Content stays within the realm of most other cop shows. Guns are pulled but rarely fired; one suspect pulls a knife (the cop pulled one too), neither is used. Perhaps the most disturbing police raids involve a drug addict being shot and killed (Dani panics when a drug substance is splattered on her; she frantically removes her top in order to get into a shower); a sniper takes out another. Crime scenes are filmed with some decorum in that even though we are shown the aftermath or body, it is rarely graphic (shots are filmed through tall grass or shows a naked body already appropriately covered) and we are never taken into the flashback of the actual crime being committed.
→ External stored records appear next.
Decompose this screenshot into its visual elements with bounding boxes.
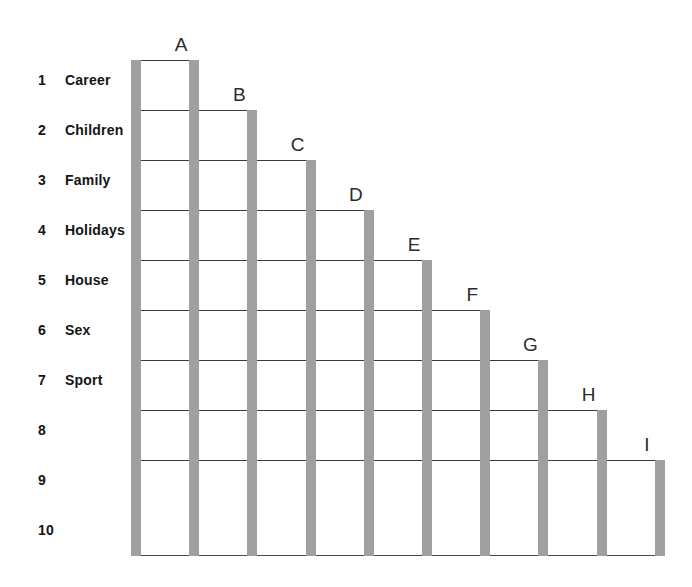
row-number: 9 (38, 470, 62, 490)
vertical-bar-3 (306, 160, 316, 556)
step-letter-B: B (224, 84, 254, 106)
vertical-bar-6 (480, 310, 490, 556)
step-letter-C: C (283, 134, 313, 156)
vertical-bar-0 (131, 60, 141, 556)
step-line-E (131, 260, 432, 261)
step-letter-A: A (166, 34, 196, 56)
row-name: Career (65, 70, 111, 90)
step-letter-D: D (341, 184, 371, 206)
row-number: 6 (38, 320, 62, 340)
vertical-bar-7 (538, 360, 548, 556)
step-line-C (131, 160, 316, 161)
vertical-bar-4 (364, 210, 374, 556)
vertical-bar-8 (597, 410, 607, 556)
row-name: Sport (65, 370, 103, 390)
row-number: 5 (38, 270, 62, 290)
step-letter-G: G (515, 334, 545, 356)
row-number: 4 (38, 220, 62, 240)
vertical-bar-9 (655, 460, 665, 556)
row-number: 7 (38, 370, 62, 390)
step-letter-I: I (632, 434, 662, 456)
step-letter-H: H (574, 384, 604, 406)
vertical-bar-5 (422, 260, 432, 556)
step-letter-E: E (399, 234, 429, 256)
step-line-I (131, 460, 665, 461)
baseline (131, 555, 665, 556)
row-number: 8 (38, 420, 62, 440)
row-number: 3 (38, 170, 62, 190)
vertical-bar-2 (247, 110, 257, 556)
staircase-chart: 1Career2Children3Family4Holidays5House6S… (0, 0, 692, 587)
row-name: Children (65, 120, 123, 140)
row-name: Sex (65, 320, 91, 340)
row-number: 1 (38, 70, 62, 90)
row-name: Holidays (65, 220, 125, 240)
row-number: 10 (38, 520, 62, 540)
step-letter-F: F (457, 284, 487, 306)
row-name: House (65, 270, 109, 290)
row-number: 2 (38, 120, 62, 140)
row-name: Family (65, 170, 111, 190)
vertical-bar-1 (189, 60, 199, 556)
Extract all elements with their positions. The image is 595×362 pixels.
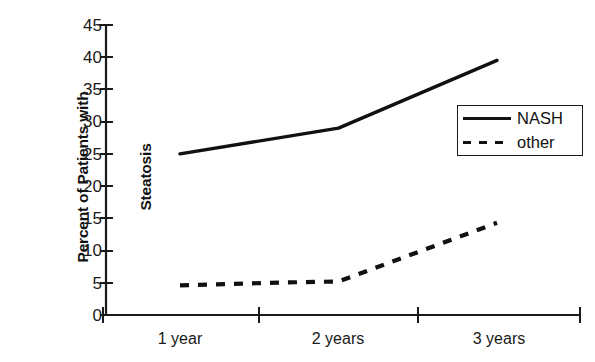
series-line-other: [180, 223, 497, 286]
legend-entry-other: other: [458, 130, 582, 155]
legend-solid-line-sample: [463, 113, 511, 125]
legend-label-other: other: [517, 134, 555, 151]
line-chart: Percent of Patients with Steatosis 45 40…: [0, 0, 595, 362]
legend-dashed-line-sample: [463, 137, 511, 149]
plot-area: [0, 0, 595, 362]
series-line-nash: [180, 60, 497, 153]
legend-entry-nash: NASH: [458, 106, 582, 131]
legend-label-nash: NASH: [517, 110, 563, 127]
legend: NASH other: [457, 105, 583, 156]
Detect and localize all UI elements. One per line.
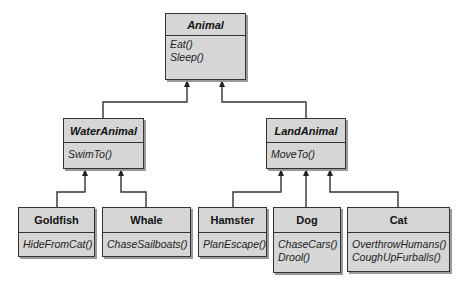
method: Drool() bbox=[278, 251, 336, 264]
class-name: Cat bbox=[348, 208, 449, 233]
method-list: MoveTo() bbox=[267, 143, 345, 163]
class-dog: Dog ChaseCars() Drool() bbox=[273, 207, 341, 273]
method: Eat() bbox=[170, 38, 241, 51]
method-list: SwimTo() bbox=[64, 143, 143, 163]
class-name: Dog bbox=[274, 208, 340, 233]
method-list: ChaseCars() Drool() bbox=[274, 233, 340, 266]
class-landanimal: LandAnimal MoveTo() bbox=[266, 118, 346, 169]
class-wateranimal: WaterAnimal SwimTo() bbox=[63, 118, 144, 169]
method-list: ChaseSailboats() bbox=[103, 233, 190, 253]
class-whale: Whale ChaseSailboats() bbox=[102, 207, 191, 257]
class-name: Animal bbox=[166, 14, 245, 36]
method: OverthrowHumans() bbox=[352, 238, 445, 251]
class-name: WaterAnimal bbox=[64, 119, 143, 143]
method-list: HideFromCat() bbox=[19, 233, 94, 253]
method: ChaseCars() bbox=[278, 238, 336, 251]
method: SwimTo() bbox=[68, 148, 139, 161]
class-cat: Cat OverthrowHumans() CoughUpFurballs() bbox=[347, 207, 450, 272]
class-name: Hamster bbox=[199, 208, 266, 233]
method: CoughUpFurballs() bbox=[352, 251, 445, 264]
method-list: OverthrowHumans() CoughUpFurballs() bbox=[348, 233, 449, 266]
class-animal: Animal Eat() Sleep() bbox=[165, 13, 246, 80]
class-name: LandAnimal bbox=[267, 119, 345, 143]
method: MoveTo() bbox=[271, 148, 341, 161]
method: HideFromCat() bbox=[23, 238, 90, 251]
method: Sleep() bbox=[170, 51, 241, 64]
method-list: Eat() Sleep() bbox=[166, 36, 245, 66]
method: ChaseSailboats() bbox=[107, 238, 186, 251]
class-name: Whale bbox=[103, 208, 190, 233]
class-name: Goldfish bbox=[19, 208, 94, 233]
class-goldfish: Goldfish HideFromCat() bbox=[18, 207, 95, 257]
class-hamster: Hamster PlanEscape() bbox=[198, 207, 267, 257]
method-list: PlanEscape() bbox=[199, 233, 266, 253]
method: PlanEscape() bbox=[203, 238, 262, 251]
Victims die any number of ways; a woman is thrown against a wall the morning after her wedding (her bloody body is seen covered) another falls from a tall building (she lands on the roof of a car); elsewhere a child, woman and men are shot; a girl’s throat is slit. One episode, “What they Saw,” deals with a homosexual couple (non-graphic) and another man accused of being gay (he claims anytime he turns down sex from his wife, she assumes he’s gay). A year-old rape case is re-opened. “The Fallen Woman” is a type of prostitution ring and perhaps the most bothersome criminal in the bunch (depicted as a satan in human form). But the most “disturbing” episode in the bunch is “Dig a Hole.” Not only because of the murder (buried alive) but the detectives enter a party that shows drugs freely being used, two women closely touching for a video, and a same-sex liplock. Flashbacks show Charlie being beaten up. Passing remarks inform that a lead character once had a problem with drugs/alcohol; people drink. Profanity is infrequent but does include a he** or da** here and there. Charlie is always picking up women; more than one episode opens with her running around in only his shirt; another finds a woman climbing out of someone’s bed, her bare back is seen as she dresses (it’s said she doesn’t even know his name). Vaguely, it’s implied an older women carries out an affair with a twenty-something. Despite being married, a woman wants to be intimate with someone she has come to like. For those Christians, you may be bothered by the large part “Zen” plays; Charlie “studies” it and once a buda-like statue is “worshiped.”

 

With a title such as it has, one probably wouldn’t expect much of this show, passing it off as just another cop drama. I can’t say as I blame you -- that is how this projects itself -- in reality it more than lives up to its name. There are such moments of profundity (ironically the final moments of “The Fallen Woman” are quite touching) that sometimes stun you but yet it comes off as being so subtle the audience might not notice. Life is a puzzle and most of us haven’t been forced to endure what the hero did, but it serves to remind us, no matter how small, that life is precious and even if an event doesn’t take the life we’ve been given, our life can be drastically different in the blink of an eye.